Barbara Lee
Just twenty-seven days after the Peace Treaty was signed to end WWII, Barbara Lee was born in a small Texas town that had been home to Fort Wolters, an Army infantry base. Her parents had lived during both of the Big Wars and were part of the post-war culture that didn't talk about the wars. The "Golden Age" emerged, and with it a new shift in advertising that promoted an idealized, picture-perfect life. Talk about war, loss, or anything sad became taboo. It would be several decades and wars later before the results of these unrealistic presentations of 'normal' life would find its tipping point and a breakdown in society and governmental denial followed. Eventually, governments began offering counseling for the millions of veterans suffering from war-induced PTSD. Grief counseling began to be more recognized and expanded into the general population.

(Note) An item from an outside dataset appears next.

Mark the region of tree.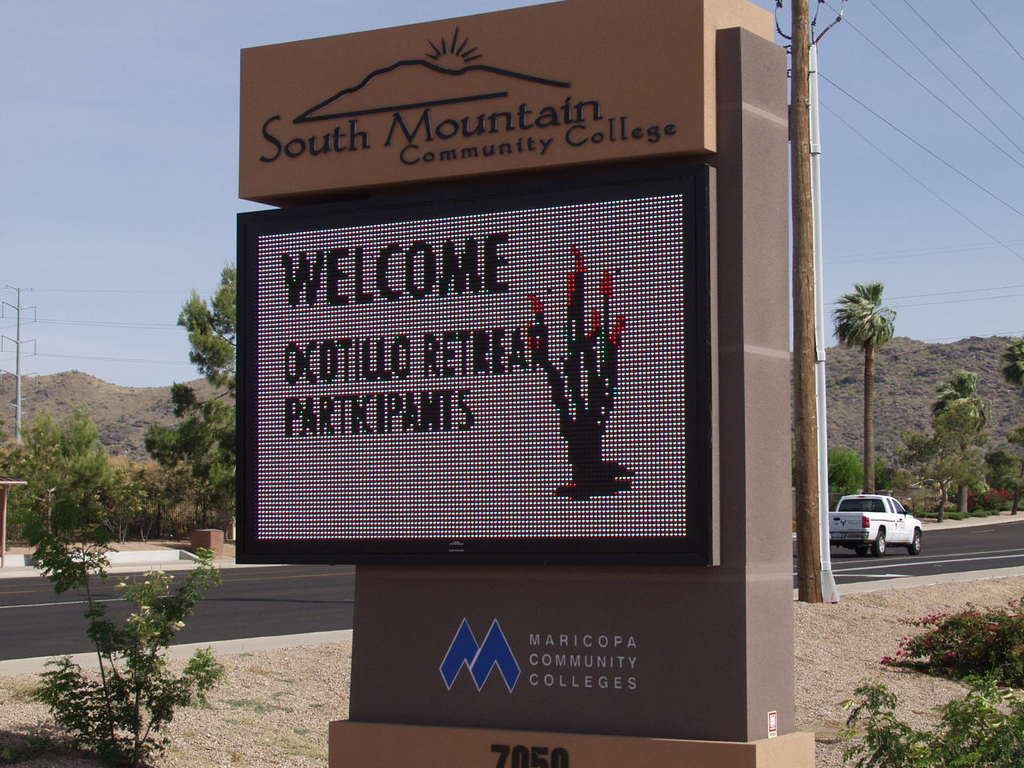
Region: <region>998, 336, 1023, 392</region>.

Barbara grew up during the era of 'social silence' about loss and grief, and only when her son died in an auto accident in 1995, did she reach out to a grief counselor. Through conversations with her therapist, she began the long process of healing not only that loss, but also realized she had a lifetime of other losses that she had never addressed. She also came to understand that loss is not only experienced emotionally and physically, but at its core it is spiritual. She began to understand that the Soul has a garden, and that the soul's garden has seasons, just like the gardens we tend in our yards.